Henrich, Kufferman, Roland: The Dartmouth Energy Bubble: Rising Energy Prices in the Fight to Stay Warm this Winter

(01/13/23 9:00am)

“At the end of the month, sometimes I’ll take the bus to work if I know I can’t afford a tank of gas,” says Rendi Rogers, a graduate student pursuing a doctorate in microbiology and a lead organizer for Graduate Organized Laborers at Dartmouth, the graduate student union. Although we attend an institution with one of the largest endowments in the country, rising energy costs have made it next to impossible for our graduate students to survive in the expensive Upper Valley. 


Knospe: Talking Greek

(10/18/22 8:00am)

Despite comprising 64% of eligible students, Greek life at Dartmouth has a peculiar knack for wiggling its way out of campus discourse. To be sure, there is no shortage of surface-level conversation; we fill in friends on where we went over the weekend and we discuss the latest fraternity scandal, but we rarely talk seriously about more foundational aspects of Greek life. Students eagerly interrogate institutions for their sexist and exclusionary pasts in Canvas posts and midterm papers, but seldom acknowledge just how strange it is that our primary social spaces are gender-segregated. And for all our academic talk of “power dynamics,” it’s remarkable how little “pledge term” is recognized as a paradigm case.
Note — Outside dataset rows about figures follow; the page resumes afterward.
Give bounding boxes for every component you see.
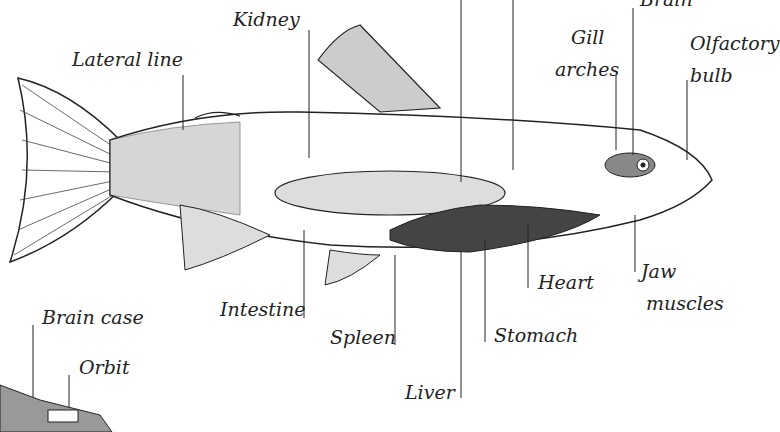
label-stomach: Stomach [494,326,578,345]
label-lateral-line: Lateral line [72,50,183,69]
label-orbit: Orbit [79,358,130,377]
label-liver: Liver [405,383,455,402]
label-jaw-muscles-2: muscles [646,294,724,313]
label-spleen: Spleen [330,328,396,347]
label-jaw-muscles-1: Jaw [641,262,676,281]
label-intestine: Intestine [220,300,306,319]
label-brain: Brain [640,0,693,9]
label-gill-arches-1: Gill [571,28,604,47]
label-olfactory-bulb-2: bulb [690,66,733,85]
label-heart: Heart [538,273,594,292]
label-brain-case: Brain case [42,308,144,327]
label-olfactory-bulb-1: Olfactory [690,34,780,53]
label-kidney: Kidney [233,10,300,29]
label-gill-arches-2: arches [555,60,619,79]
Milan: ‘Sorry, already gone’

(09/30/22 8:00am)

When foreign graduate students arrive in Hanover for the first time, they don’t just contend with the culture of a new country. They must untangle Dartmouth’s housing bureaucracy — and it’s hard to say which is more confusing. Stories abound of international students that have been charged exorbitant rates for Upper Valley apartments — some of them little better than slums — while getting no help from Dartmouth’s Real Estate Office. And the College’s entire housing policy is oriented toward undergraduate housing.


Yang, Greene and Matsunaga: Defining an Emergency Post-Roe

(09/22/22 8:00am)

In the wake of Dobbs v. Jackson Women’s Health Organization — the U.S. Supreme Court decision that overturned Roe v. Wade — many are left wondering how to support doctors and clinics in states where abortion is now illegal. Our obstetrics and gynecology professors at Geisel School of Medicine suggest one idea: donate blood. As abortion access becomes increasingly sparse, doctors expect an uptick in patients with life-threatening bleeding when treating pregnancy-related complications such as ectopic pregnancy. As many people face traveling long distances to receive the care they need and providers in states where abortion is still legal become increasingly busy, we will likely see an increase in self-induced abortions without the trained help of medical providers. These procedures may increase preventable complications including excess bleeding, which would require utilizing supplies of donated blood that are already in high demand.